I think no one talks about small changes to systems for the same reason the economists don't pick up the dollar in that old joke about the efficient market hypothesis; "if it worked, someone would have already done it". The idea that bonds weren't already sold as efficiently as possible is news to me, and likely news to most people.
There's also the tendency for people to disproportionally praise "big thinking"; when we think of ideas to fix a system, the only ideas we think of (or at least, the ideas I usually think of, unfortunately) are changing the system, not optimizing the existing system. And since optimizing the existing system doesn't sound like a big, important change to most people, those ideas never get propagated. The devil is in the details, but no one wants to be a nitpicker.
Recently I talked with a guy from Grant Street Group. They make, among other things, software with which local governments can auction their bonds on the Internet.
By making the auction process more transparent and easier to participate in, they enable local governments which need to sell bonds (to build a high school, for instance), to sell those bonds at, say, 7% interest instead of 8%. (At least, that's what he said.)
They have similar software for auctioning liens on property taxes, which also helps local governments raise more money by bringing more buyers to each auction, and probably helps the buyers reduce their risks by giving them more information.

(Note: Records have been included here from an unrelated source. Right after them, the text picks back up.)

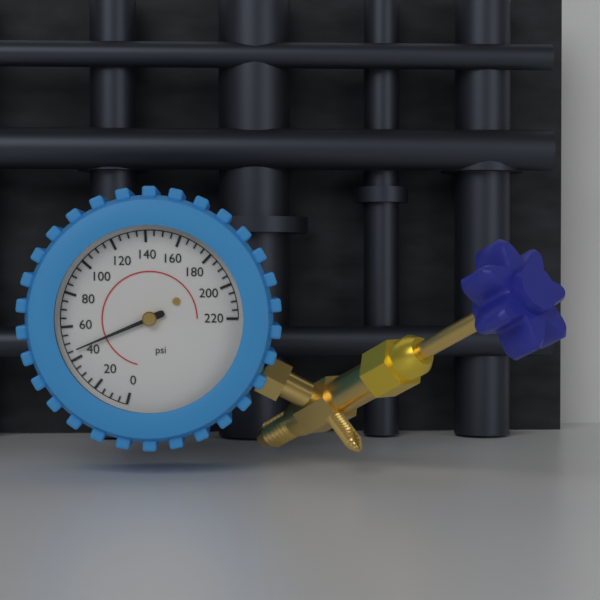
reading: 45 psi
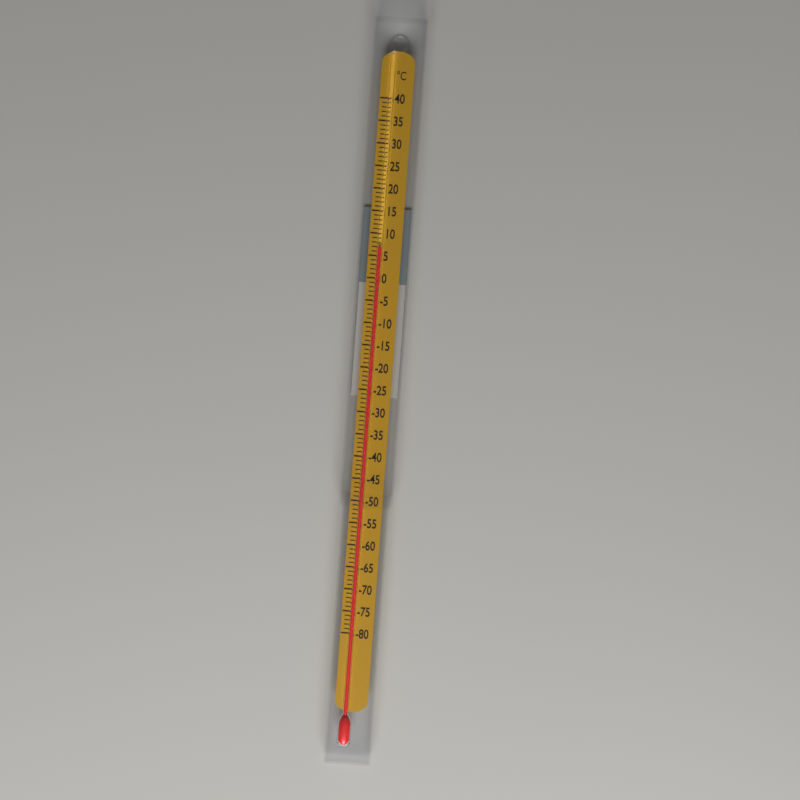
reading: 7 °C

This is a big deal. I think it's potentially more important than any budget argument that's been on the front pages since the 1960s. Yet I only heard of it by chance.
People would rather argue about reducing the budget by eliminating waste, or cutting subsidies to people who don't deserve it, or changing our ideological priorities. Nobody wants to talk about auction mechanics. But fixing the auction mechanics is the easy win. It's so easy that nobody's interested in it. It doesn't buy us fuzzies or let us signal our affiliations. To an individual activist, it's hardly worth doing.